During London 2012 Olympics, Usain Bolt reached the 100mts finish line faster than anyone in just 9.63 seconds. Most of us would be still reading this paragraph before Mr. Bolt finished the race.
To put this in perspective, NY Times created a highly entertaining interactive visualization. Go ahead and check it out. I am sure you will love it.
So I wanted to create something similar in Excel. And here is what I came up with.
Demo of Usain Bolt vs. Rest Visualization
Here is a quick demo of this interactive chart. Click on it to enlarge.
How is this made?
One thing is sure, It took me more than 9.63 seconds to create this 😉
The basic ingredients of this chart are Interactive Hyperlinks, Conditional formatting, Form Controls, INDEX + MATCH formulas, Picture links and Tables.
Since explaining all this is going to take forever, I made a short video showing you behind curtains of this. Watch it below [or click here to watch it on YouTube]
Download this Interactive Excel Workbook
Click here to download the workbook and play with it.
Note: This works in Excel 2010 or above only.
Do you like this visualization
I loved re-constructing this NY Times chart. It was a nice challenge. Although so many hyperlinks made Excel a bit sluggish, it was worth it.
What about you? Do you like this? Go ahead and break apart the download file and see what more you can do.
Special thanks to NYTimes for the inspiration.















3 Responses to “Filter one table if the value is in another table (Formula Trick)”
What about the opposite? I want a list of products without sales or customers with no orders. So I would exclude the ones that are on the other table.

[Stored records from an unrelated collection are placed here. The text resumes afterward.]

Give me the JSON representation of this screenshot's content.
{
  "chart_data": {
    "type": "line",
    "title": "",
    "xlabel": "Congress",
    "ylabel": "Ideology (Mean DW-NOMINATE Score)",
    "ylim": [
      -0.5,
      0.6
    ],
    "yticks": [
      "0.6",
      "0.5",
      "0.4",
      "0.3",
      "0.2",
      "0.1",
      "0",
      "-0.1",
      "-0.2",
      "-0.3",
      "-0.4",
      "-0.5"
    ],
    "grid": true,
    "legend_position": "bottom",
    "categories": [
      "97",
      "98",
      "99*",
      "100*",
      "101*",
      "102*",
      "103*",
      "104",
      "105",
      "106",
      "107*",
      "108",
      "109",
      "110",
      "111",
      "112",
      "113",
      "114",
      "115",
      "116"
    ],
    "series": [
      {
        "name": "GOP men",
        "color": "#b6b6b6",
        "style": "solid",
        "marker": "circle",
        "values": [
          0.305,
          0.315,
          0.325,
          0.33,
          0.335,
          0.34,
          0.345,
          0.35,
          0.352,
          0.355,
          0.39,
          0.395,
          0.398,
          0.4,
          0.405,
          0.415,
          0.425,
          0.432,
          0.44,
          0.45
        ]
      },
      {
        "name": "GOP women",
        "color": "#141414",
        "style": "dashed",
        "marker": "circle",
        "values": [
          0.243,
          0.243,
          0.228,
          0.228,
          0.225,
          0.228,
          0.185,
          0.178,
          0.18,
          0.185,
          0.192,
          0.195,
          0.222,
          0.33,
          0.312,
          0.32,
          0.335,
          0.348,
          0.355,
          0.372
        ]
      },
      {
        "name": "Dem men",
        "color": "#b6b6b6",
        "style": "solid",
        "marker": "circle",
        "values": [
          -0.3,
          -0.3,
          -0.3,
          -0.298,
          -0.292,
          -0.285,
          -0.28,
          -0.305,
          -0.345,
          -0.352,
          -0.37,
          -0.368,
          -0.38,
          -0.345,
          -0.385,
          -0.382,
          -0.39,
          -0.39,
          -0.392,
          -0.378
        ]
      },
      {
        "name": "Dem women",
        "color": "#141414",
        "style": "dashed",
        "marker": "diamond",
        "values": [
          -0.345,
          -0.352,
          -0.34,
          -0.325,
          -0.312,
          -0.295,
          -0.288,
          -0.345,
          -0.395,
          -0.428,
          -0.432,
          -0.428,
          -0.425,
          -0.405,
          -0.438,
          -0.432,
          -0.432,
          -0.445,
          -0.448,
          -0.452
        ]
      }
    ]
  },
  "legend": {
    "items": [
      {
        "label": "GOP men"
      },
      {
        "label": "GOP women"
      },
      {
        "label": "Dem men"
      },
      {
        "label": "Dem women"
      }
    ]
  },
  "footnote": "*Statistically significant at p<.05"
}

Good question. You can check for the =0 as countifs result. for example,
=FILTER(orders, COUNTIFS(products, orders[Product])=0)
should work in this case.
PS: I have added this example to the article now.
Hi there!
Could i check if there was a way to return certain fields of the table only?
so based off your example above, i would like to continue to use the 'Products" table as a way to filter out items from my "Orders" table, but only want to show maybe only the "Product" and "Order Value" fields, rather than all 5 fields (sales person, customer, product, date, order value).